Raikkonen’s presence means the Formula One grid will have six champions – the others being Alonso, Jenson Button, Lewis Hamilton, Schumacher and Sebastian Vettel – lining up to start the season in Melbourne next March.

Poland’s Robert Kubica, the Pole who was supposed to be Renault’s leading driver this year, will not be there after missing the entire season due to life-threatening injuries sustained in a rally accident in February.

Out of contract with Renault at the end of this year, Kubica’s chances of racing in 2012 now look more remote after Raikkonen’s appointment, although he has been linked to Ferrari.

Few vacancies remain in Formula One, with the main focus now on Williams.

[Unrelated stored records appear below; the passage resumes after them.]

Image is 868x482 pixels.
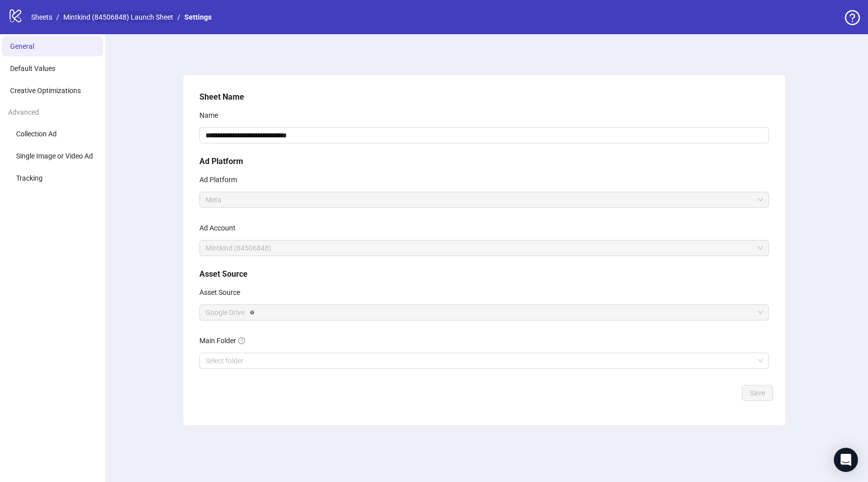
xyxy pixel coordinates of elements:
[205,305,763,320] span: Google Drive
[199,284,246,300] label: Asset Source
[16,152,93,160] span: Single Image or Video Ad
[238,337,245,344] span: question-circle
[10,87,81,95] span: Creative Optimizations
[248,308,256,317] div: Tooltip anchor
[10,65,55,73] span: Default Values
[10,42,34,50] span: General
[742,385,773,401] button: Save
[199,268,769,280] h5: Asset Source
[16,174,43,182] span: Tracking
[56,11,59,23] li: /
[199,155,769,167] h5: Ad Platform
[29,11,54,23] a: Sheets
[199,171,244,187] label: Ad Platform
[205,192,763,207] span: Meta
[845,10,860,25] span: question-circle
[199,127,769,143] input: Name
[183,11,214,23] a: Settings
[199,107,224,123] label: Name
[834,447,858,471] div: Open Intercom Messenger
[199,91,769,103] h5: Sheet Name
[205,241,763,255] span: Mintkind (84506848)
[177,11,181,23] li: /
[199,220,242,236] label: Ad Account
[61,11,175,23] a: Mintkind (84506848) Launch Sheet
[16,130,57,138] span: Collection Ad
[199,333,252,349] label: Main Folder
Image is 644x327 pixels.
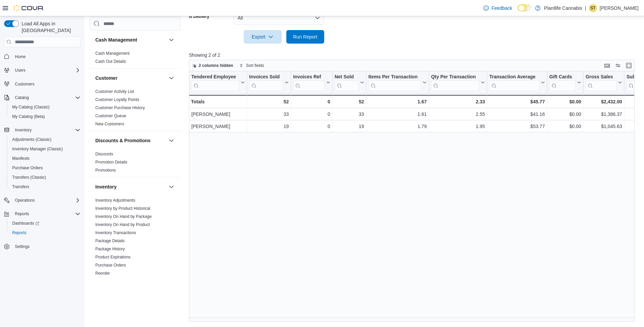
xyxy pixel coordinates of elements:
button: Gift Cards [549,74,581,91]
span: Customer Purchase History [95,105,145,111]
a: New Customers [95,122,124,127]
p: | [585,4,586,12]
span: Inventory Transactions [95,230,136,235]
span: ST [590,4,596,12]
span: Inventory [12,126,81,134]
button: Display options [614,61,622,70]
div: Gift Card Sales [549,74,576,91]
img: Cova [13,5,44,12]
span: Customer Loyalty Points [95,97,139,103]
span: My Catalog (Classic) [10,103,81,111]
div: 1.61 [368,111,427,118]
button: My Catalog (Classic) [7,103,83,112]
div: Tendered Employee [191,74,239,91]
a: Inventory On Hand by Package [95,214,152,219]
a: Inventory Transactions [95,231,136,235]
button: Settings [1,242,83,252]
div: $45.77 [489,98,545,106]
div: Tendered Employee [191,74,239,81]
label: Is Delivery [189,14,209,19]
div: $0.00 [549,123,581,131]
div: $41.16 [489,111,545,118]
span: Inventory On Hand by Package [95,214,152,220]
span: Sort fields [246,63,264,68]
div: $2,432.00 [585,98,622,106]
button: Customer [167,74,176,82]
span: Load All Apps in [GEOGRAPHIC_DATA] [19,20,81,34]
p: [PERSON_NAME] [600,4,639,12]
div: 52 [334,98,364,106]
button: Enter fullscreen [625,61,633,70]
button: Catalog [12,93,32,102]
button: Export [244,30,281,44]
span: Promotion Details [95,160,128,165]
button: Customers [1,79,83,89]
a: Dashboards [7,219,83,228]
div: Gross Sales [585,74,617,81]
button: Inventory [1,126,83,135]
span: Catalog [15,95,29,100]
div: 2.33 [431,98,485,106]
span: Catalog [12,93,81,102]
button: Gross Sales [585,74,622,91]
div: Transaction Average [489,74,539,81]
a: Adjustments (Classic) [10,136,54,144]
div: 33 [249,111,289,118]
span: Feedback [492,5,512,12]
span: Promotions [95,168,116,173]
button: 2 columns hidden [189,61,236,70]
span: Package History [95,246,125,252]
h3: Inventory [95,184,117,190]
span: Inventory by Product Historical [95,206,151,211]
div: 1.67 [368,98,427,106]
span: Customer Queue [95,113,126,118]
input: Dark Mode [517,4,532,12]
div: Invoices Sold [249,74,283,91]
span: Cash Out Details [95,59,126,64]
span: Inventory Manager (Classic) [12,146,63,152]
span: Transfers (Classic) [10,174,81,182]
div: Items Per Transaction [368,74,421,81]
a: Reports [10,229,29,237]
div: Cash Management [90,49,181,68]
a: Promotions [95,168,116,173]
span: Transfers [12,184,29,190]
button: Operations [12,197,37,205]
span: Export [248,30,278,44]
a: Cash Out Details [95,59,126,64]
span: My Catalog (Beta) [12,114,45,119]
span: Inventory On Hand by Product [95,222,150,227]
a: Customer Queue [95,114,126,118]
span: Transfers (Classic) [12,175,46,180]
button: Purchase Orders [7,164,83,173]
div: 1.95 [431,123,485,131]
button: Inventory Manager (Classic) [7,144,83,154]
button: Cash Management [167,36,176,44]
div: Items Per Transaction [368,74,421,91]
div: $0.00 [549,111,581,118]
h3: Discounts & Promotions [95,137,151,144]
div: Qty Per Transaction [431,74,480,81]
a: Package History [95,247,125,252]
span: Product Expirations [95,255,130,260]
span: Adjustments (Classic) [10,136,81,144]
a: Customers [12,80,37,88]
span: Customers [15,82,35,87]
div: 33 [335,111,364,118]
div: 19 [335,123,364,131]
button: Invoices Ref [293,74,330,91]
a: Transfers [10,183,32,191]
span: Purchase Orders [10,164,81,172]
div: 0 [293,111,330,118]
span: Transfers [10,183,81,191]
span: Dashboards [10,220,81,227]
button: Net Sold [334,74,364,91]
div: 2.55 [431,111,485,118]
button: Inventory [95,184,166,190]
button: All [234,11,324,24]
h3: Customer [95,75,117,82]
div: Net Sold [334,74,358,81]
a: My Catalog (Classic) [10,103,52,111]
button: Operations [1,196,83,205]
div: $1,045.63 [585,123,622,131]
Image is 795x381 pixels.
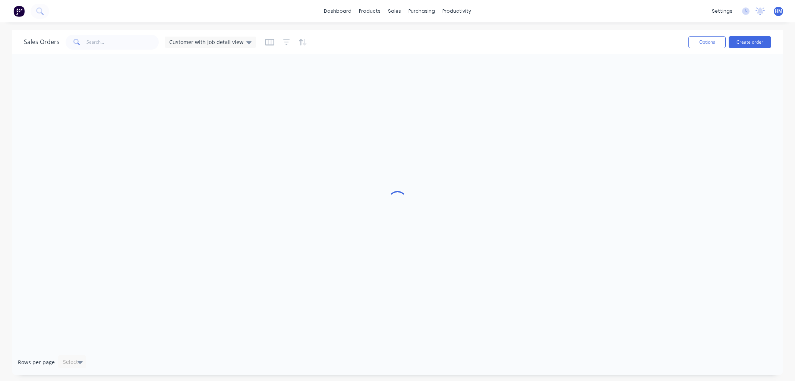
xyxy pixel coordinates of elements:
[689,36,726,48] button: Options
[169,38,244,46] span: Customer with job detail view
[63,358,82,365] div: Select...
[24,38,60,45] h1: Sales Orders
[709,6,737,17] div: settings
[385,6,405,17] div: sales
[18,358,55,366] span: Rows per page
[13,6,25,17] img: Factory
[405,6,439,17] div: purchasing
[729,36,772,48] button: Create order
[439,6,475,17] div: productivity
[355,6,385,17] div: products
[775,8,783,15] span: HM
[87,35,159,50] input: Search...
[320,6,355,17] a: dashboard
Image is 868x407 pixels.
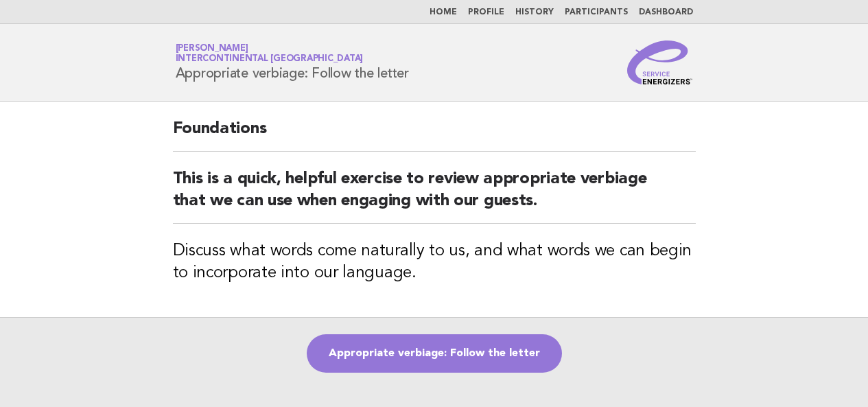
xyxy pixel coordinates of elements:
[515,8,554,17] a: History
[307,335,562,373] a: Appropriate verbiage: Follow the letter
[173,118,695,152] h2: Foundations
[639,8,693,17] a: Dashboard
[429,8,457,17] a: Home
[173,168,695,224] h2: This is a quick, helpful exercise to review appropriate verbiage that we can use when engaging wi...
[176,45,409,80] h1: Appropriate verbiage: Follow the letter
[564,8,627,17] a: Participants
[468,8,504,17] a: Profile
[173,240,695,284] h3: Discuss what words come naturally to us, and what words we can begin to incorporate into our lang...
[176,55,363,64] span: InterContinental [GEOGRAPHIC_DATA]
[176,44,363,63] a: [PERSON_NAME]InterContinental [GEOGRAPHIC_DATA]
[627,40,693,85] img: Service Energizers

Germany’s Adrian Sutil is expected to join Venezuelan Pastor Maldonado at that team, leaving veteran Brazilian Rubens Barrichello out in the cold, with Force India understood to have Britain’s Paul di Resta and German Nico Hulkenberg signed up.

The top four teams will have unchanged line-ups in 2012 but Red Bull have a headache with four youngsters from their driver programme chasing two seats at Toro Rosso.

One of them, HRT’s Australian Daniel Ricciardo, has been strongly linked to a move to Caterham, formerly Team Lotus, in place of Jarno Trulli and despite the Italian having a contract.